A perfectly round stone tower on the river

Photo ยท Wikimedia Commons

What is it?

Soroca Fortress is unusual and immediately eye-catching because it is almost perfectly circular โ€” a round ring of stone towers connected by curved walls, sitting right at the edge of the Dniester river. Most fortresses are square or rectangular, so Soroca's round shape makes it stand out as something special and carefully thought-through.

Tell me more

The fortress was built in the 1500s and the round design was chosen for a clever reason: a circular wall has no corners. Corners on a fortress are a weakness, because cannonballs strike them at an angle and can crack the stone. A curved wall deflects the same cannonball sideways, spreading the force and keeping the wall intact. The Soroca builders were using mathematics to make their fortress stronger.

The outer ring is made up of five round towers connected by curved curtain walls. From above โ€” as you can see in photographs taken by drones โ€” the whole fortress looks like a coin or a bracelet. The towers are tall and solid, with small arched windows. A walkway runs along the top of the walls between the towers, so defenders could move quickly from one position to another.

The Dniester river runs close beside the fortress. At the time it was built, the river formed a natural moat on one side โ€” any attacker would have to cross the water before even reaching the walls. Today the river is still wide and lovely here, with willows dipping their branches into the water and swallows skimming the surface.

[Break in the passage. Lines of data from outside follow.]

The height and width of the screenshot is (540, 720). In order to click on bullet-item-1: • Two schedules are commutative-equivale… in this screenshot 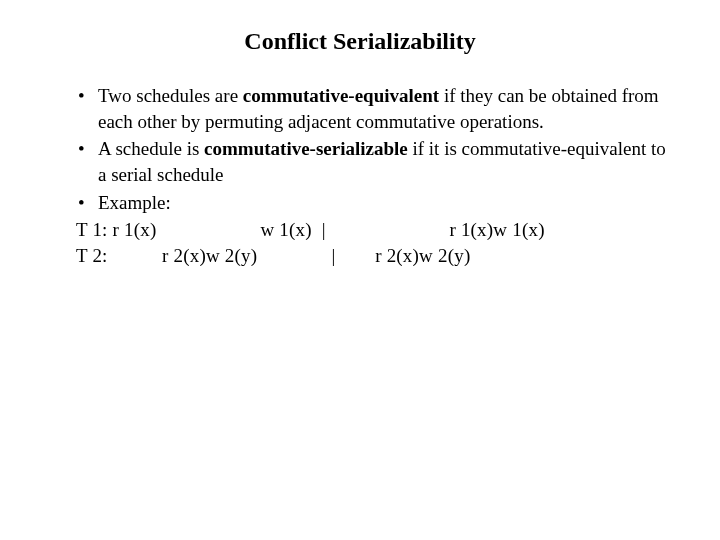, I will do `click(374, 108)`.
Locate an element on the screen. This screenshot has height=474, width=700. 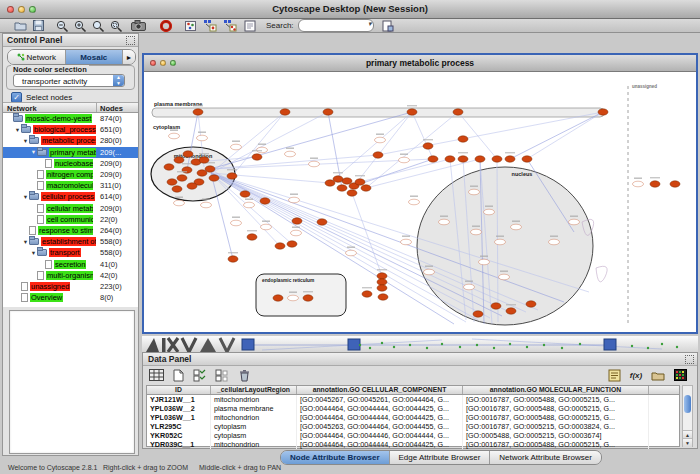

Soroca Fortress has been carefully restored and is one of Moldova's best-loved historic sites. Children can walk all the way around the outer ring and enter the central courtyard. Looking up from inside, you can see the circular sky framed by the curved tops of the old stone towers โ€” a view that has been there for over 500 years.

In the classroom

Walk your class through this in 15 minutes.

Talk together

Discussion prompts

  1. 01Why is a curved wall stronger than a wall with corners when hit by a cannonball? Can you demonstrate with a piece of paper โ€” flat, then curved?
  2. 02What shape would you choose for a fortress and why? Are there any shapes even better than a circle?
  3. 03The river on one side of the fortress was a natural barrier. What other natural features might protect a fortress?
Try this

Classroom activity

Using a compass (or the rim of a glass), draw a perfectly circular fortress from above. Add five evenly-spaced towers around the outside. Mark the river on one side. Now draw a square fortress of the same 'area'. Which one has more corners to defend? Count them.